After years of complaints and mounting tensions in New York City public schools, civil liberties activists have filed landmark lawsuit against the city government and police force. The NYCLU accuses the NYPD’s School Safety Division of systematically violating children’s civil rights and creating a school climate of violence, arbitrary arrest and discrimination. The NYPD’s School Safety Division has drastically expanded the police presence in schools, following the NYPD’s takeover of security duties in the late 1990s. Today, the city has filled school hallways with more than 5,000 school safety officers (uniformed security personnel, not regular police). As a result, advocates say school grounds often resemble a police state, where students, particularly Black and Latino youth, are terrorized by ill-trained security authorities, who might handcuff them for carrying a cell phone or drawing on a desk. In one of the alleged incidents, Dajia (pictured above), an eighth-grader at Lou Gehrig School in the Bronx tried to avoid bullying and ended up being brutalized by the officers tasked with protecting her. In a testimony published by the NYCLU, she recalls:
My mom had just dropped me off at school when two women I didn’t know came up to me and my two friends outside the school. They were acting all rowdy and yelling. I was scared of them so I texted my mom. But the School Safety Officer who responded to the ruckus told the women to go into the school and told me to go inside also. My friend was crying and I didn’t want to go into school with the women because I was afraid and wanted to wait for my mother. So the officer started grabbing my arm and pulling on me to drag me into school. Then two more officers came and they started pulling on me, too. One pushed me in the chest and handcuffed me. When we got into the building, that same officer tripped me and I fell face down on the ground. The officer put her knees on my back and taunted me, telling me to get up while she was pinning me on the ground. She finally pulled me up and took me into the school safety room and pushed me into a desk. I sat there handcuffed and scared until they finally let me see my mom. They let me go. Since that time, I’ve had to go to the doctor for stomach and back problems. And I’m scared a lot of the time. I feel unsafe at school. I’m afraid that that School Safety Officers could attack me again for no reason. I just want the school year to be over so I can be a normal kid again. I shouldn’t have to be scared of school.
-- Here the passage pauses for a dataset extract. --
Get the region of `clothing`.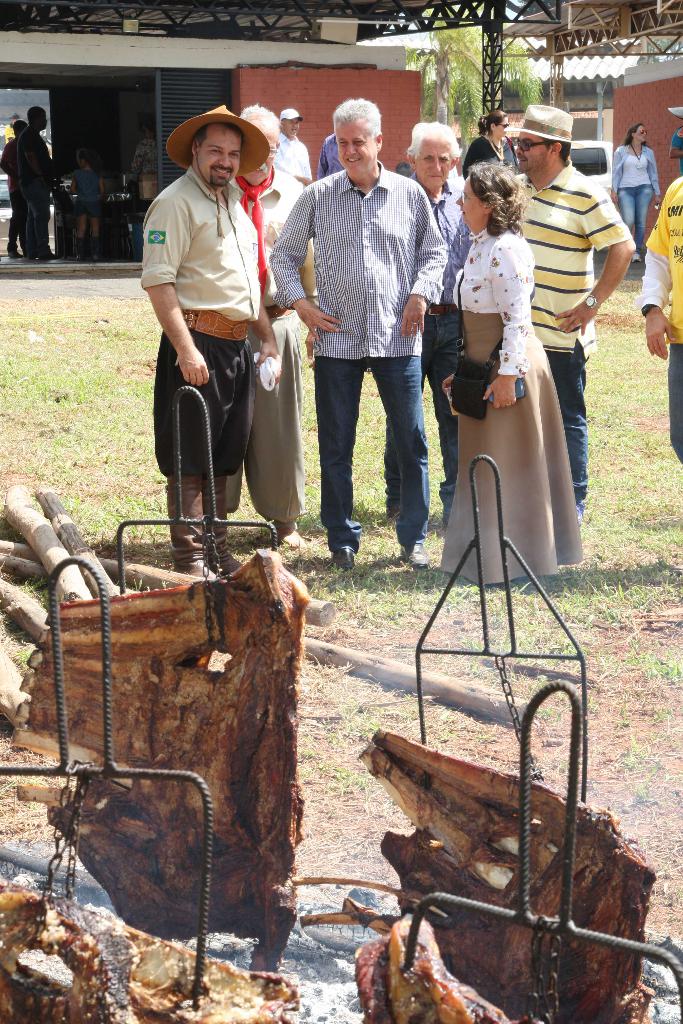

The lawsuit seeks to hold the NYPD accountable for allowing rampant abuse by security officers. The underlying problem isn’t a personnel issue, but the psychology of fear that permeates the educational experience. Since the criminalization of youth and the militarization of schools disproportionately impacts children in communities of color, the city is perpetuating a two-tier educational system–in which white and affluent children are expected to aspire and excel, and poor children of color are shunted into classrooms designed to contain and control them. The NYCLU argues in its complaint:
As a result of these policies and practices, students fear the School Safety Officers in their schools. Many avoid certain hallways where they know a School Safety Officer will be patrolling; some even avoid going to school altogether for these reasons. Students report that they feel like criminals when they enter the school building. Fearful of abuse by the School Safety Officers assigned to their schools, many of these students are forced to transfer to different schools, creating significant disruptions to their education. Indeed, studies show that excessive policing in schools is likely to produce alienation and mistrust among students, and compromise the educational climate of schools, and may actually increase student disorder.
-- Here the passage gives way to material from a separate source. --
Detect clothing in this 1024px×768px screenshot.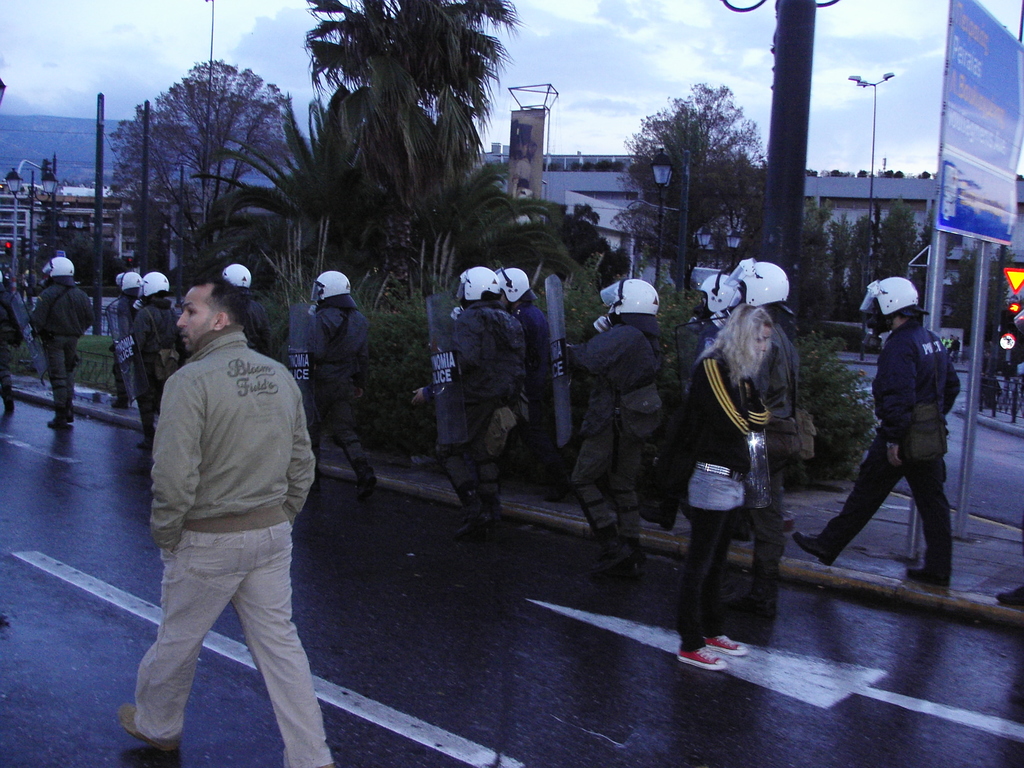
Detection: <bbox>147, 297, 209, 422</bbox>.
In short, school is a scary place for many children, and students who might otherwise thrive intellectually and socially are pushed away by adults who treat them as nuisances, or outright criminals. The same day the suit was filed, Mayor Michael Bloomberg, who has boasted of a statistical decline in school-related crimes, vowed to crack down on truancy in his annual State of the City Address. He declared, "staying out of trouble starts with staying in school." Maybe attendance would be less of a problem if the Mayor realized that the safety measures intended to make schools secure for learning have instead made them unsafe for children.